Scenario Type → Tailored Approach
| Scenario Type | First Check | Key Hypotheses | Diagnostic Segmentation | Recommendation Type |
|---|---|---|---|---|
| DAU / engagement drop | Data pipeline integrity | Deploy, seasonality, competitor, logging bug | Platform, geo, user cohort, time of day | Rollback / investigate / monitor |
| Model performance drop | Score distribution shift (data drift) | Feature drift, label drift, upstream data change, model bug | Feature importance, slice analysis, recent data | Retrain / rollback / alert |
| Ship-or-not A/B test | Experiment validity (SRM, novelty effects) | Primary metric lift vs counter-metric drop, long-term effects | User segments, device types, exposure duration | Ship / iterate / don't ship + why |
| P0 incident | Service health (error rates, latency, on-call alerts) | Recent deploys, dependency failures, traffic spikes | Error codes, affected endpoints, dependency SLOs | Rollback / scale / escalate + timeline |
| Metric design | Existing metrics coverage and gaps | Leading vs lagging indicators, gaming risk, sensitivity | User journey stages, team ownership boundaries | Define guardrail + northstar + diagnostic metrics |
Common Mistakes in Scenario Questions
Mistake 1: Jumping to queries before forming hypotheses. "I'd query DAU by platform" is not structured — it's a guess. The interviewer wants to see you build a hypothesis first, then explain why that segmentation tests it.
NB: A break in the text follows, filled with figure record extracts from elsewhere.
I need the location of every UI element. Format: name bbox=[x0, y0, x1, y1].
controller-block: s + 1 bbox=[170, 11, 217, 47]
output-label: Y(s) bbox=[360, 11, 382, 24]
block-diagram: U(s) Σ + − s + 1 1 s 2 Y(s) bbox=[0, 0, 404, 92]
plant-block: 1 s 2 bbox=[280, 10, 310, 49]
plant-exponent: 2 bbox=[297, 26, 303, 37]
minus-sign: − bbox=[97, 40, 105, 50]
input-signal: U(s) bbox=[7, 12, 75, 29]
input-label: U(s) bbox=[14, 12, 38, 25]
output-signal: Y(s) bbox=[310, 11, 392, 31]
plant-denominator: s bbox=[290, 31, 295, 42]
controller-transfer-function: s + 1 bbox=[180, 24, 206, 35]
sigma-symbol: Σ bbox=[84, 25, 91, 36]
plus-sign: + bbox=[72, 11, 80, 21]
Mistake 2: Not checking the data pipeline first. About 30–40% of apparent metric drops are instrumentation failures. Skipping this step makes you look like you've never dealt with production data.
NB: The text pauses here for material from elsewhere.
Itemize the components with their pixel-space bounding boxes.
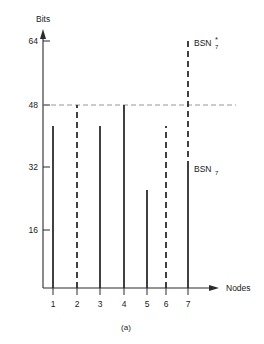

Mistake 3: Stopping at root cause without a recommendation. "The checkout drop was caused by the new address validation modal" is incomplete. The answer is: "...so I'd recommend rolling back the modal, validating address client-side instead, and re-running the A/B test with the fix."
Mistake 4: Proposing only one hypothesis. Experienced analysts know there are always multiple potential causes. Listing 3–5 hypotheses before narrowing shows breadth.
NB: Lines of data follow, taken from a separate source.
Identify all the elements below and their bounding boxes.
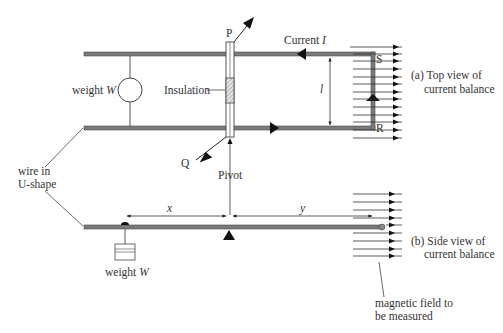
field-label-line2: be measured — [375, 310, 433, 322]
insulation-label: Insulation — [164, 84, 210, 96]
current-arrow-up-icon — [366, 94, 380, 101]
current-symbol: I — [321, 34, 327, 46]
side-view-caption-1: (b) Side view of — [411, 235, 486, 248]
current-arrow-left-icon — [297, 48, 306, 60]
field-label-line1: magnetic field to — [375, 297, 453, 310]
wire-label-line2: U-shape — [18, 178, 56, 191]
current-arrow-right-icon — [270, 122, 279, 134]
wire-leader-top — [45, 128, 83, 167]
side-weight-symbol: W — [139, 266, 150, 278]
top-weight-symbol: W — [106, 84, 117, 96]
field-arrowheads-side — [389, 192, 395, 259]
weight-circle — [118, 78, 142, 102]
force-arrow-q-head-icon — [199, 151, 213, 162]
side-weight-label: weight W — [105, 266, 150, 279]
side-beam-end — [379, 224, 385, 230]
top-weight-text: weight — [72, 84, 106, 97]
end-segment-sr — [371, 52, 375, 130]
side-beam-wire — [84, 225, 382, 229]
pivot-pointer-head-icon — [228, 138, 233, 144]
side-view: x y weight W (b) Side view of current ba… — [84, 192, 495, 323]
top-view-caption-2: current balance — [424, 83, 495, 95]
point-r-label: R — [376, 122, 384, 134]
distance-y-label: y — [299, 202, 306, 215]
wire-leader-bottom — [45, 191, 83, 226]
distance-x-label: x — [166, 202, 173, 214]
point-p-label: P — [226, 27, 232, 39]
point-s-label: S — [376, 53, 382, 65]
pivot-label: Pivot — [218, 169, 243, 181]
current-balance-diagram: P Q S R Current I l Insulation weight W … — [0, 0, 503, 333]
current-label-text: Current — [284, 34, 322, 46]
insulation-segment — [226, 78, 234, 103]
field-leader-line — [379, 262, 384, 297]
point-q-label: Q — [181, 157, 190, 169]
top-weight-label: weight W — [72, 84, 117, 97]
length-l-label: l — [320, 83, 323, 95]
wire-label-line1: wire in — [18, 165, 51, 177]
side-weight-text: weight — [105, 266, 139, 279]
wire-label-group: wire in U-shape — [18, 128, 83, 226]
field-arrowheads-top — [393, 45, 399, 141]
current-label: Current I — [284, 34, 327, 46]
top-view: P Q S R Current I l Insulation weight W … — [72, 17, 495, 215]
weight-rider-icon — [121, 222, 129, 225]
side-view-caption-2: current balance — [424, 248, 495, 260]
top-view-caption-1: (a) Top view of — [411, 69, 482, 82]
force-arrow-p-head-icon — [243, 17, 254, 29]
pivot-triangle-icon — [223, 230, 235, 240]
Mistake 5: Ignoring uncertainty. If you're not sure, say so: "I'd want to see another 24 hours of data before concluding this is a real drop vs. noise." Acknowledging uncertainty is a sign of statistical maturity, not weakness.
Scenario Question Interview Template
Opening (30 seconds): Restate the problem in your own words. Clarify the magnitude and timeline. "So DAU dropped 15% starting yesterday at 5pm — is that 15% relative to the prior day or the weekly average? And which platforms are we seeing this on?"
Step through DIAGNOSE out loud:
- "First I'd verify the data is accurate — check the pipeline..."
- "Assuming data is good, here's my hypothesis tree..."
- "I'd start with the deployment hypothesis because it's highest probability. The query I'd run is..."
- "Based on that, I'd narrow to... and my recommendation is..."
- "Open questions I'd want to validate are..."
Time management: spend ~30% of the interview on hypothesis formation, ~40% on investigation logic, ~30% on recommendation. Don't get so deep into one hypothesis that you never make a recommendation.